The specifically military manifestations of this human capability are of less importance than the general enhancement of social cohesion that village dancing imparted to the majority of human beings from the time that agriculture began.  Two corollaries demand attention. First, through recorded history, moving and singing together made collective tasks far more efficient. Without rhythmical coordination of the muscular effort required to haul and pry heavy stones into place, the pyramids of Egypt and many other famous monuments could nnot have been built.  Second, I am convinced that long before written records allowed us to know anything precise about human behavior, keeping together in time became important for human evolution, allowing early human groups to increase their size, enhance their cohesion, and assure survival by improving their success in guarding territory, securing food, and nurturing the young. (p.4)
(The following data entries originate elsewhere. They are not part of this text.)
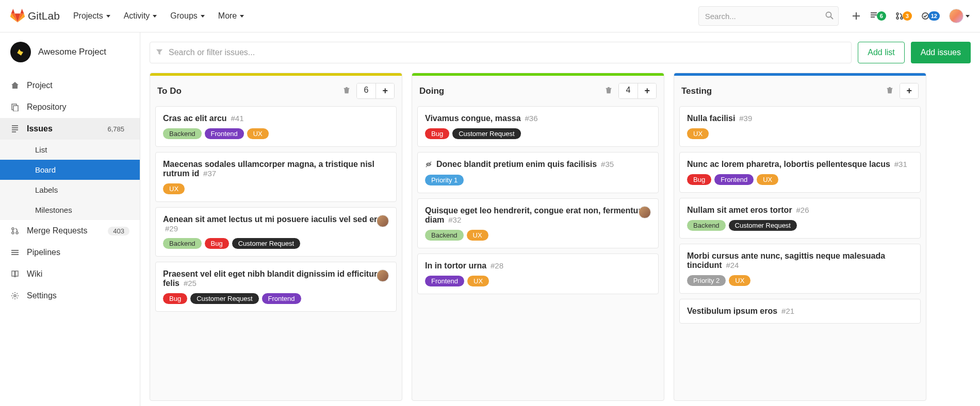 Image resolution: width=980 pixels, height=406 pixels. Describe the element at coordinates (209, 173) in the screenshot. I see `card-id: #37` at that location.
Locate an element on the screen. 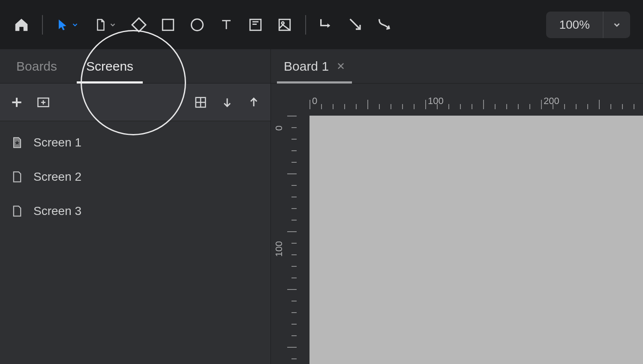  arrow-up-icon is located at coordinates (254, 102).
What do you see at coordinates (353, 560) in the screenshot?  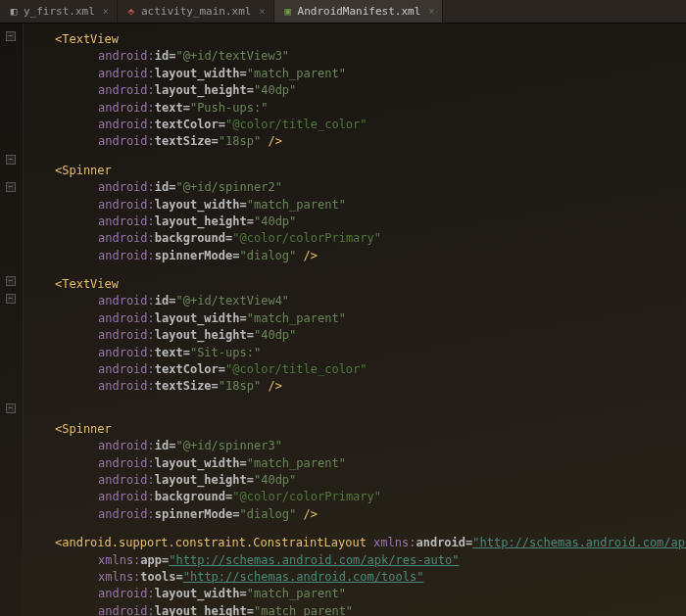 I see `code-line: xmlns:app="http://schemas.android.com/ap…` at bounding box center [353, 560].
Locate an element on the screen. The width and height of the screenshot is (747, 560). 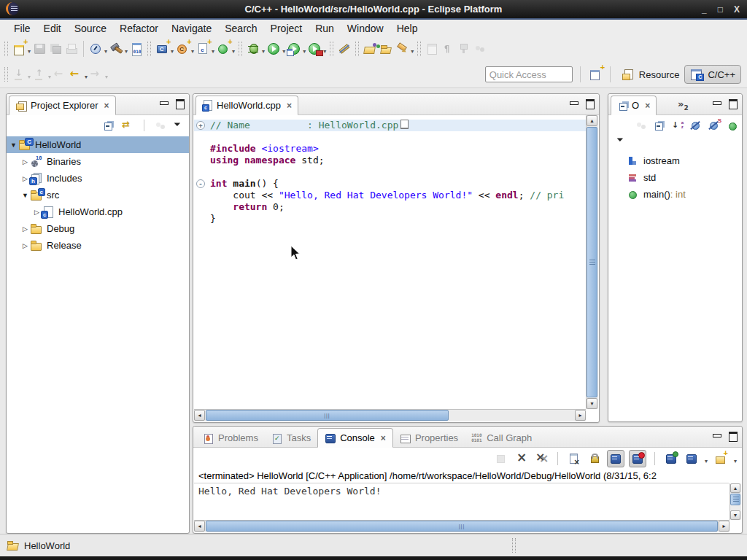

Our television screens show continuing pervasive manifestations of the human penchant for moving together in time. American football crowds, South African demonstrators, patriotic parades, and religious rituals of every description draw on the emotional effect of rhythmic movements and gestures. So of course do dancing, military  drill, and the muscular exercises with which, it is said, workers in Japanese factories begin each day. Yet, so far as I can discover, scientific investigation of what happens to those who engage in such behavior remains scant and unsystematic. (p. 5)

case: (Default)
Case ([personal profile] case) wrote in [community profile] fandomsecrets2025-06-30 06:32 pm

[ SECRET POST #6751 ]


⌈ Secret Post #6751 ⌋

Warning: Some secrets are NOT worksafe and may contain SPOILERS.


01.


More! )


Notes:

Secrets Left to Post: 02 pages, 27 secrets from Secret Submission Post #965.
Secrets Not Posted: [ 0 - broken links ], [ 0 - not!secrets ], [ 0 - not!fandom ], [ 0 - too big ], [ 0 - repeat ].
Current Secret Submissions Post: here.
Suggestions, comments, and concerns should go here.